Han Group's Research into Tau Aggregation Featured in the UCSB Current

New insight from the Han Lab into the mechanism of tau protein aggregation could lead to better in vitro models for neurodegenerative disease research.

January 16, 2019
From left to right: Yanxian Lin, Prof. Songi Han, Dr. Yann Fichou
From left to right: Yanxian Lin, Prof. Songi Han, Dr. Yann Fichou

‘A Three-Player Game’

New insight from the Han Lab into the mechanism of tau protein aggregation could lead to better in vitro models for neurodegenerative disease research.

By Sonia Fernandez - UC Santa Barbara Current

Among the major challenges of studying Alzheimer’s disease and other dementia-related brain disorders: modeling and replicating the biological structures that play a huge role in those conditions. Experimentalists have struggled to recreate conditions under which “normal” tau — a protein that serves to stabilize the architecture of our neurons — goes “bad,” in hopes that observing each step in tauopathic progression of protein tangle formation would lead to future insights into how to mitigate neurodegeneration.

“If you ever want to do structure-based characterization, which is necessary to differentiate between the pathways that lead to different diseases or no disease, you need to recreate the pathological aggregate structures, and that can only be done in the laboratory,” said Prof. Han.

Now, Prof. Han and her research group have found that what has been thought of as merely a “helper” in the in vitro aggregation of tau may instead point to a more significant and active mechanism in mediating the pathological aggregation process. Their paper "Cofactors are essential constituents of stable and seeding-active tau fibrils” is published in the Proceedings of the National Academy of Sciences.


__What this task involves__: Repeat exactly the lines of the entries below from the one with "You are a GUI" through the one with "The width and height of the screenshot is (1118, 594).", both ends included, and nothing else.

__Data records__:
==================================================
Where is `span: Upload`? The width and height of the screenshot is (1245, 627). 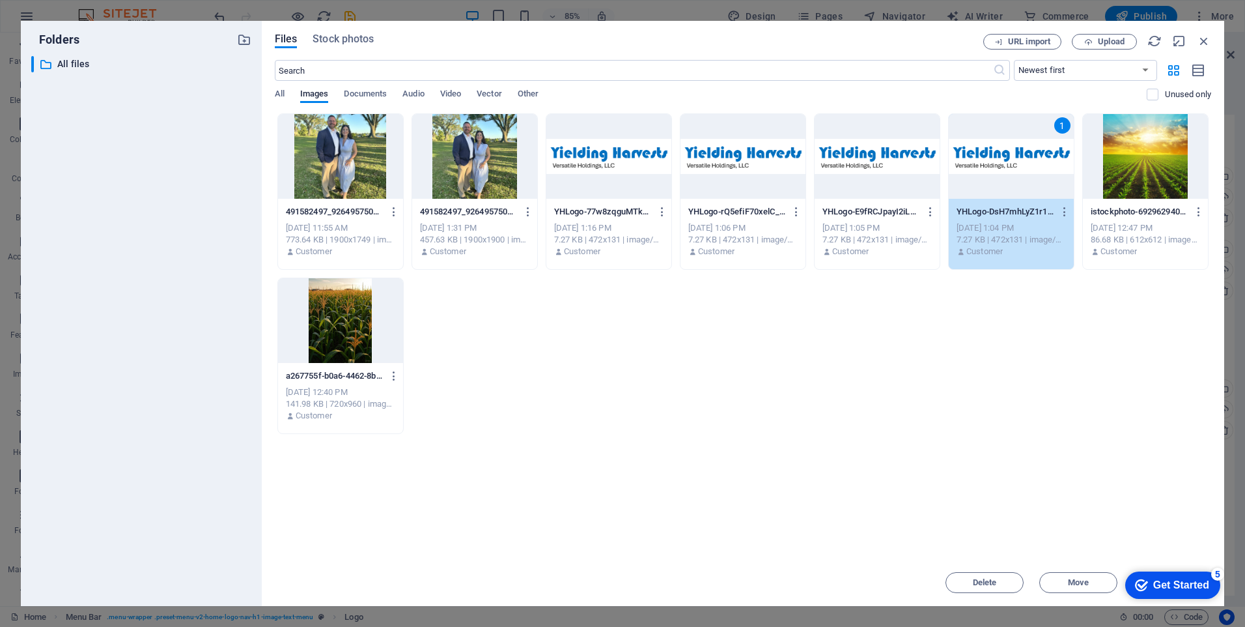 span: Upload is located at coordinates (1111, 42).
==================================================
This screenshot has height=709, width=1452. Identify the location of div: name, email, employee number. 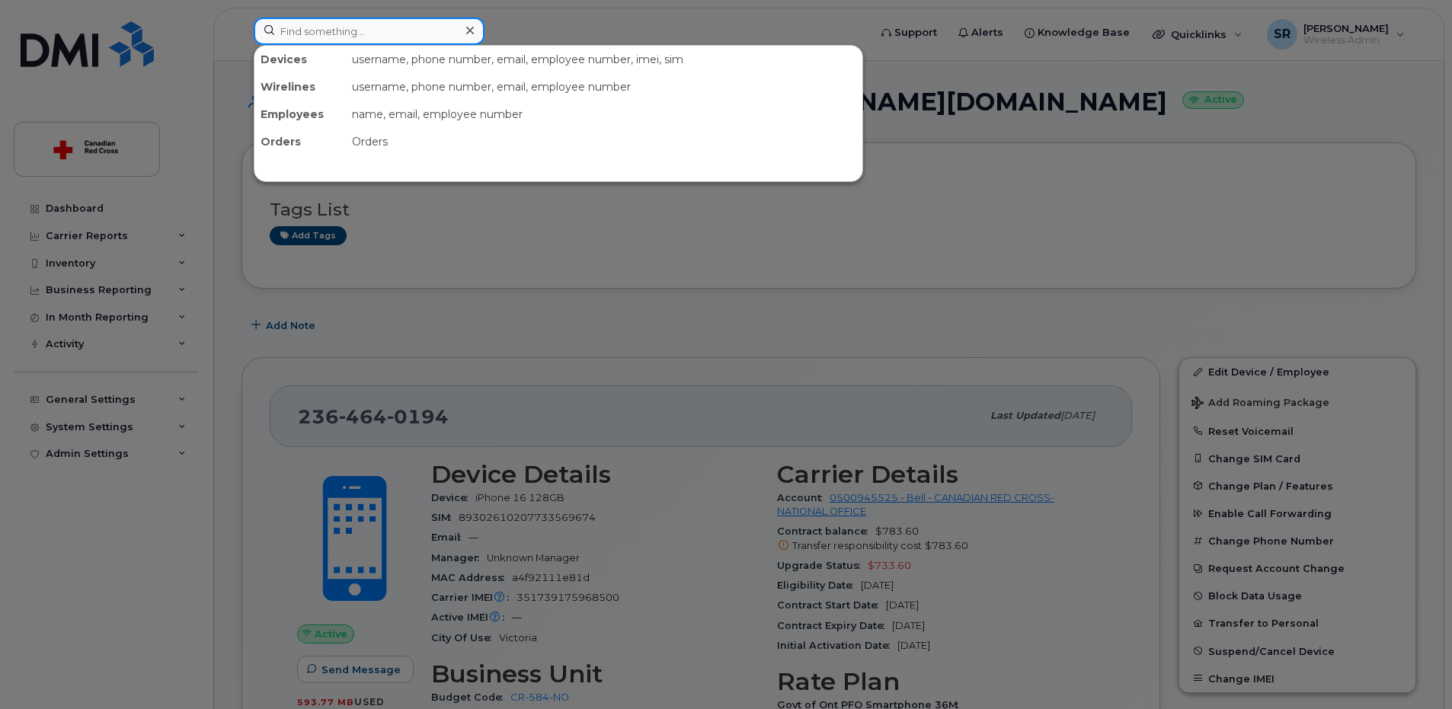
==================================================
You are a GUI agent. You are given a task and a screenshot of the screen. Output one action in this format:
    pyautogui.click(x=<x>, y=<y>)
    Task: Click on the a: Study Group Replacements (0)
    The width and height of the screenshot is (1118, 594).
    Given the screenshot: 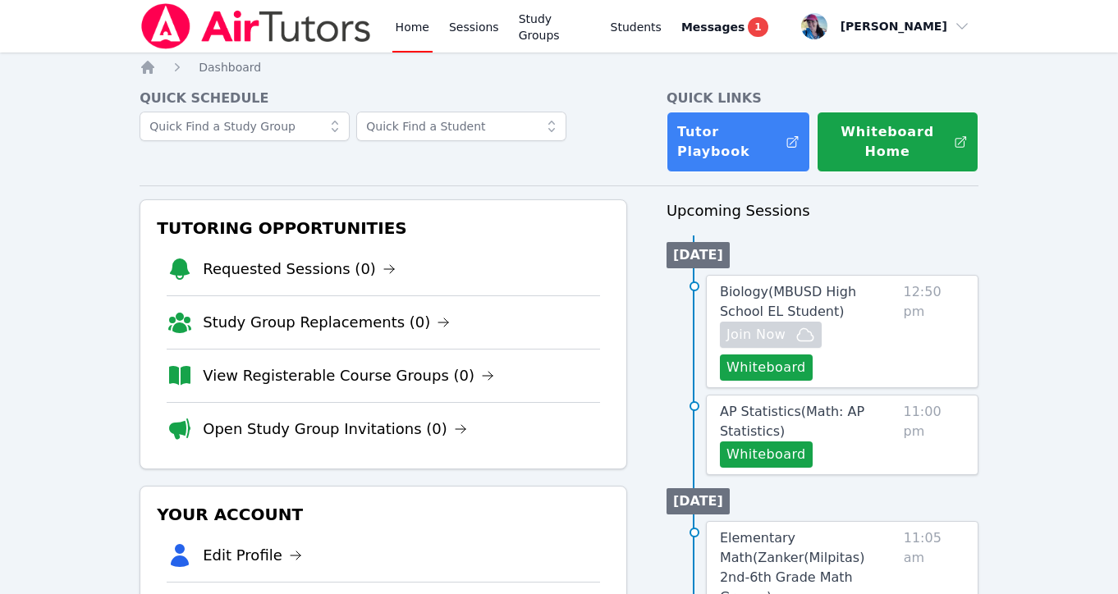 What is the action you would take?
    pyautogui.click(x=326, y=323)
==================================================
__Your response__:
You are a GUI agent. You are given a task and a screenshot of the screen. Output one action in this format:
    pyautogui.click(x=<x>, y=<y>)
    Task: Click on the a: Study Group Replacements (0)
    The width and height of the screenshot is (1118, 594).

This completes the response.